[StBernard] Why Haley Barbour Is A Serious Republican Presidential Candidate

Westley Annis Westley at da-parish.com
Wed Mar 23 21:35:16 EDT 2011


Why Haley Barbour Is A Serious Republican Presidential Candidate

The easiest job in political punditry is to laugh off Mississippi Governor
Haley Barbour. On the surface, Barbour is almost a caricature of a Southern
pol. His delta accent is so thick you might think he was Billy Joe
MacAllister jumpin' off the Tallahatchie Bridge in Bobby Gentry's "Ode to
Billy Joe."

Mama hollered at the back door
"Y'all remember to wipe your feet."

Pictures of Barbour show a hog-jowled, self-described "fat redneck" - though
in person the newly slimmed Barbour (down 25 pounds) looks more like TV
anchorman, Lou Dobbs.

Finally, there is the lobbyist thing. In the decade between his time heading
up the Republican National Committee in the 1990s and his current gig as
Mississippi's governor, Barbour made millions representing the two
industries most hated by the media - big oil and big tobacco.
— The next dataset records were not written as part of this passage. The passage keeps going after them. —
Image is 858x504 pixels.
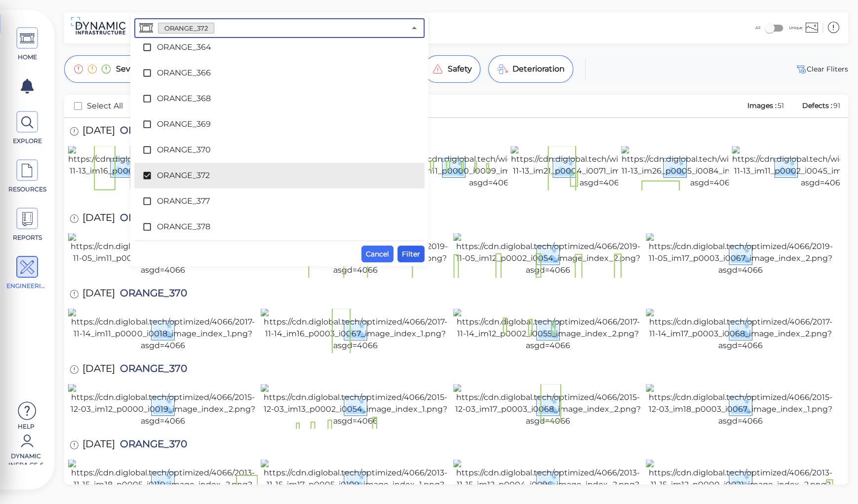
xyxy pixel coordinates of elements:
img: https://cdn.diglobal.tech/optimized/4066/2015-12-03_im18_p0003_i0067_image_index_1.png?asgd=4066 [646,384,836,428]
span: ORANGE_364 [157,41,402,53]
a: HOME [5,27,50,62]
span: Dynamic Infra CS-6 [5,452,47,465]
span: HOME [6,53,48,62]
span: ORANGE_370 [115,213,187,226]
span: Deterioration [513,63,565,75]
a: RESOURCES [5,159,50,194]
span: Severity [116,63,147,75]
span: ORANGE_368 [157,93,402,105]
img: https://cdn.diglobal.tech/width210/4066/2020-11-13_im16_p0003_i0058_image_index_1.png?asgd=4066 [68,145,250,189]
button: Clear Fliters [795,63,848,75]
span: ORANGE_378 [157,221,402,233]
span: Select All [87,100,123,112]
div: All Unique [755,19,803,37]
img: https://cdn.diglobal.tech/optimized/4066/2013-11-15_im17_p0005_i0109_image_index_1.png?asgd=4066 [261,459,451,503]
span: [DATE] [83,213,115,226]
span: ORANGE_370 [115,439,187,452]
span: RESOURCES [6,185,48,194]
img: https://cdn.diglobal.tech/optimized/4066/2015-12-03_im17_p0003_i0068_image_index_2.png?asgd=4066 [453,384,643,428]
img: https://cdn.diglobal.tech/optimized/4066/2015-12-03_im12_p0000_i0019_image_index_2.png?asgd=4066 [68,384,258,428]
span: Filter [402,248,420,260]
img: https://cdn.diglobal.tech/optimized/4066/2013-11-15_im12_p0004_i0096_image_index_2.png?asgd=4066 [453,459,643,503]
span: EXPLORE [6,137,48,145]
span: ORANGE_370 [115,125,187,138]
span: ORANGE_366 [157,67,402,79]
a: EXPLORE [5,111,50,145]
span: ENGINEERING [6,282,48,291]
img: https://cdn.diglobal.tech/width210/4066/2020-11-13_im11_p0000_i0009_image_index_1.png?asgd=4066 [400,145,582,189]
span: Defects : [801,101,834,110]
button: Filter [398,246,425,262]
img: https://cdn.diglobal.tech/optimized/4066/2017-11-14_im16_p0003_i0067_image_index_1.png?asgd=4066 [261,308,451,352]
img: https://cdn.diglobal.tech/optimized/4066/2013-11-15_im18_p0005_i0110_image_index_2.png?asgd=4066 [68,459,258,503]
button: Cancel [362,246,394,262]
img: https://cdn.diglobal.tech/optimized/4066/2017-11-14_im17_p0003_i0068_image_index_2.png?asgd=4066 [646,308,836,352]
a: REPORTS [5,208,50,242]
span: ORANGE_369 [157,118,402,130]
img: https://cdn.diglobal.tech/optimized/4066/2019-11-05_im17_p0003_i0067_image_index_2.png?asgd=4066 [646,233,836,276]
span: 91 [834,101,841,110]
img: https://cdn.diglobal.tech/optimized/4066/2015-12-03_im13_p0002_i0054_image_index_1.png?asgd=4066 [261,384,451,428]
span: ORANGE_377 [157,196,402,207]
span: [DATE] [83,125,115,138]
button: Close [407,21,421,35]
span: ORANGE_370 [115,364,187,377]
span: ORANGE_372 [159,23,214,33]
img: https://cdn.diglobal.tech/optimized/4066/2019-11-05_im12_p0002_i0054_image_index_2.png?asgd=4066 [453,233,643,276]
span: ORANGE_370 [115,288,187,302]
span: [DATE] [83,364,115,377]
iframe: Chat [817,460,851,497]
a: ENGINEERING [5,256,50,291]
img: https://cdn.diglobal.tech/optimized/4066/2013-11-15_im12_p0000_i0021_image_index_2.png?asgd=4066 [646,459,836,503]
span: REPORTS [6,233,48,242]
img: https://cdn.diglobal.tech/width210/4066/2020-11-13_im26_p0005_i0084_image_index_1.png?asgd=4066 [622,145,804,189]
span: Images : [747,101,778,110]
img: https://cdn.diglobal.tech/optimized/4066/2017-11-14_im12_p0002_i0055_image_index_2.png?asgd=4066 [453,308,643,352]
span: [DATE] [83,439,115,452]
span: ORANGE_372 [157,170,402,182]
img: https://cdn.diglobal.tech/optimized/4066/2017-11-14_im11_p0000_i0018_image_index_1.png?asgd=4066 [68,308,258,352]
span: 51 [778,101,784,110]
img: https://cdn.diglobal.tech/optimized/4066/2019-11-05_im11_p0002_i0053_image_index_1.png?asgd=4066 [68,233,258,276]
span: [DATE] [83,288,115,302]
span: Cancel [366,248,389,260]
img: https://cdn.diglobal.tech/width210/4066/2020-11-13_im21_p0004_i0071_image_index_1.png?asgd=4066 [511,145,693,189]
span: Help [5,422,47,430]
span: Safety [448,63,472,75]
span: ORANGE_370 [157,144,402,156]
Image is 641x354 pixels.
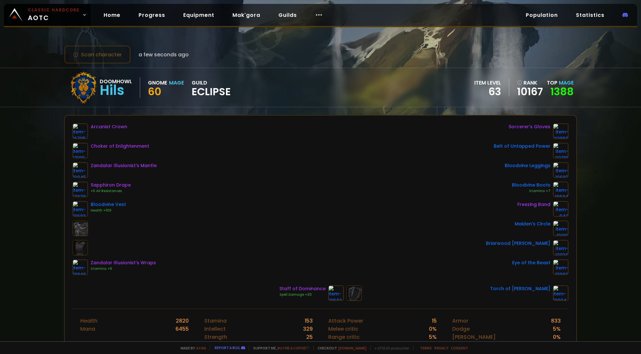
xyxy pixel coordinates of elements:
div: Zandalar Illusionist's Mantle [91,162,157,169]
span: AOTC [28,7,80,23]
span: Checkout [313,345,366,350]
div: 15 [432,316,436,324]
div: Intellect [204,324,225,333]
div: Sorcerer's Gloves [508,123,550,130]
div: Health +100 [91,208,126,213]
div: Maiden's Circle [514,220,550,227]
div: 5 % [553,324,560,333]
a: Population [520,8,563,22]
a: 1388 [550,84,573,99]
div: Doomhowl [100,77,132,85]
img: item-19682 [72,201,88,216]
img: item-19684 [553,181,568,197]
a: Home [98,8,126,22]
div: +5 All Resistances [91,188,131,193]
div: 63 [474,87,501,96]
div: Attack Power [328,316,363,324]
img: item-18842 [328,285,344,301]
div: Health [80,316,97,324]
div: 0 % [553,341,560,349]
img: item-942 [553,201,568,216]
span: Eclipse [192,87,231,96]
img: item-17078 [72,181,88,197]
div: Block [452,341,466,349]
div: Freezing Band [517,201,550,208]
div: Eye of the Beast [512,259,550,266]
span: v. d752d5 - production [370,345,409,350]
img: item-12930 [553,240,568,255]
div: Belt of Untapped Power [493,143,550,149]
div: Gnome [148,79,167,87]
div: Arcanist Crown [91,123,127,130]
a: [DOMAIN_NAME] [338,345,366,350]
div: Strength [204,333,227,341]
div: Spell Power [328,341,358,349]
img: item-19683 [553,162,568,178]
div: Top [546,79,573,87]
div: Staff of Dominance [279,285,325,292]
div: Armor [452,316,468,324]
small: Classic Hardcore [28,7,80,13]
a: Mak'gora [227,8,265,22]
a: Buy me a coffee [277,345,309,350]
a: Privacy [434,345,448,350]
div: Mage [169,79,184,87]
a: a fan [196,345,206,350]
div: rank [517,79,543,87]
span: Mage [558,79,573,86]
div: Bloodvine Leggings [504,162,550,169]
a: Terms [420,345,432,350]
img: item-13001 [553,220,568,236]
a: 10167 [517,87,543,96]
div: Range critic [328,333,359,341]
div: Stamina +9 [91,266,156,271]
div: 833 [551,316,560,324]
button: Scan character [64,45,131,64]
div: Agility [204,341,220,349]
div: 25 [306,333,312,341]
div: item level [474,79,501,87]
span: Support me, [249,345,309,350]
img: item-13004 [553,285,568,301]
span: a few seconds ago [138,50,189,59]
a: Classic HardcoreAOTC [4,4,91,26]
a: Report a bug [214,345,240,350]
div: 6455 [175,324,189,333]
div: [PERSON_NAME] [452,333,495,341]
img: item-13968 [553,259,568,275]
div: 329 [303,324,312,333]
div: Melee critic [328,324,358,333]
div: Bloodvine Boots [511,181,550,188]
a: Progress [133,8,170,22]
img: item-17109 [72,143,88,158]
a: Guilds [273,8,302,22]
a: Equipment [178,8,219,22]
div: 0 % [429,324,436,333]
div: 2820 [176,316,189,324]
a: Statistics [570,8,609,22]
img: item-16795 [72,123,88,139]
span: Made by [177,345,206,350]
div: guild [192,79,231,96]
div: Dodge [452,324,469,333]
img: item-19845 [72,162,88,178]
span: 60 [148,84,161,99]
div: Briarwood [PERSON_NAME] [486,240,550,247]
div: Torch of [PERSON_NAME] [490,285,550,292]
div: Hils [100,85,132,95]
div: 331 [428,341,436,349]
div: Sapphiron Drape [91,181,131,188]
div: Bloodvine Vest [91,201,126,208]
img: item-22716 [553,143,568,158]
div: Choker of Enlightenment [91,143,149,149]
div: 153 [304,316,312,324]
div: Spell Damage +30 [279,292,325,297]
div: Stamina [204,316,226,324]
div: Stamina +7 [511,188,550,193]
img: item-22066 [553,123,568,139]
div: 38 [306,341,312,349]
div: 5 % [429,333,436,341]
img: item-19846 [72,259,88,275]
div: Mana [80,324,95,333]
div: Zandalar Illusionist's Wraps [91,259,156,266]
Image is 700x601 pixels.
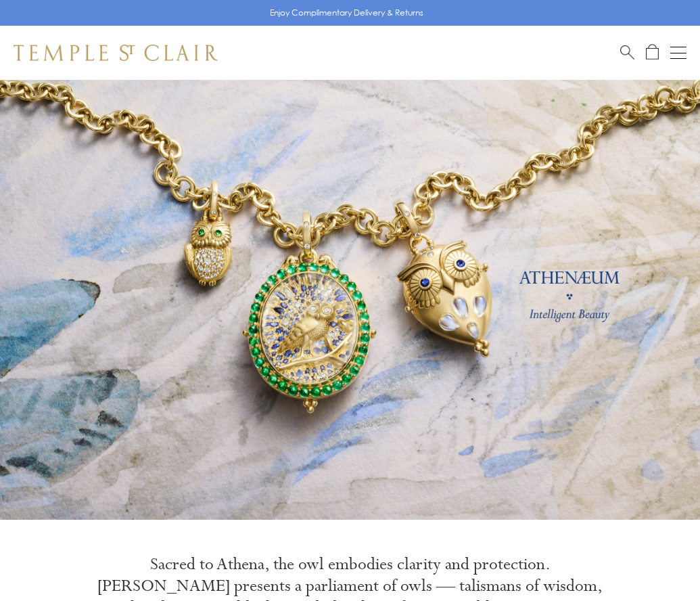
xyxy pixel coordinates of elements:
button: Open navigation [670,45,687,61]
p: Enjoy Complimentary Delivery & Returns [270,6,423,19]
img: Temple St. Clair [14,45,218,61]
a: Search [621,44,634,61]
a: Open Shopping Bag [646,44,659,61]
All of this led the Weekly Standard's influential conservative Bill Kristol
to call Barbour a "yahoo." Barbour, you see, is from Yazoo City, Miss. Yazoo
City = Yahoo. Very original, Mr. Kristol.

But there are four solid reasons why Barbour could be the Republican sleeper
in 2012. Let's look at them in ascending order.

4. The Republican field, less than 10 months from the 2012 Iowa caucuses,
does not have a front runner yet. Mitt Romney has troubles with evangelicals
and small government conservatives. Sarah Palin has squandered her fame
(though not her fortune) and now looks unserious. Mike Huckabee doesn't want
it . the telltale sign is that he has comfortably settled into his old
overweight self. Newt Gingrich, though he imagines himself a Churchill in
the wilderness, is past his sell date. Tim Pawlenty is trying to be all
things to all conservatives but so far he is unable to convey much passion.
Some deep part of Mitch Daniels apparently doesn't want the job. Jeb Bush
has the wrong last name. Chris Christie might be too regional.

3. Barbour is easily the most connected of all Republican candidates. He
knows every governor, most legislators, all the fundraisers. He is
well-liked.

2. He has performed well as Mississippi's governor, both during the
Hurricane Katrina crisis and in the everyday governor's stuff of tamping
down the state's notorious tort bar, balancing budgets and promoting
Mississippi as a place to do business. Barbour is, simply, a terrific
salesmen for Mississippi's business community.

1. He is the only Republican candidate who talks about economic growth as
Ronald Reagan would have. When Romney talks about growth, it is in the
white-paper language of the Boston private equity swell he used to be.
Daniels and Christie have lashed themselves to trimmed budgets, and that's
mostly what they talk about, especially Christie. Fine as it goes -
essential, even - but we don't hear enough growth talk from either Daniels
or Christie.

Last Friday, Forbes columnist Ken Fisher and I had lunch with Barbour at a
Silicon Valley event. It was hosted by one of the Valley's big CEOs. A small
group of 30 or so attended, with a mix of recognizable names and
up-and-coming entrepreneurs. (I've left out the names, because it would
imply an endorsement among CEOs who attended mainly to learn more about
Barbour. I can say that some were avid Obama supporters in 2008.)

While Washington punditry is quick to see Barbour and his state as backwater
(see Kristol, Bill), the CEOs, venture capitalists and entrepreneurs in the
crowd took a different view. I talked to two Indian immigrant entrepreneurs
who are building solar panel plants in Mississippi, and not just because of
Barbour's salesmanship or tax credits. They liked the complete package of
business friendly taxes, regulations, a tamed tort bar, and a good supply of
young engineers coming out of Mississippi State in Starkville.

"Are the Mississippi State grads up to your Silicon Valley standards," I
asked.

"Oh, yes. They are very practical, too." Translation: Techies who build
things other than social networks.

The Republican field for 2012 is wide open because no candidate, until
Barbour, has made the consistent, compelling and credible case for economic
growth. That case should be easy to make. It is simply this: All of
America's problems will get worse with 2% or less annual growth. That's the
growth America had in the first decade of this century. Actually, it was
1.8%, and sure enough, all of our fiscal problems got worse.

Say it loudly: America must grow at 3.5% or better to have any chance of
transcending the fiscal messes, while providing a decent social safety net
and securing our safety in a hostile world. That is the plain truth of it.

Reagan, inheriting the Nixon-Ford-Carter malaise, understood this. There is
evidence to believe that Barbour, assessing the Bush-Obama fiscal disasters,
gets it, too.

Barbour also gets another thing that is a core truth about American
politics. The pro-growth candidate always comes off as the optimist. And
Americans, given a choice, will almost always vote for the optimist.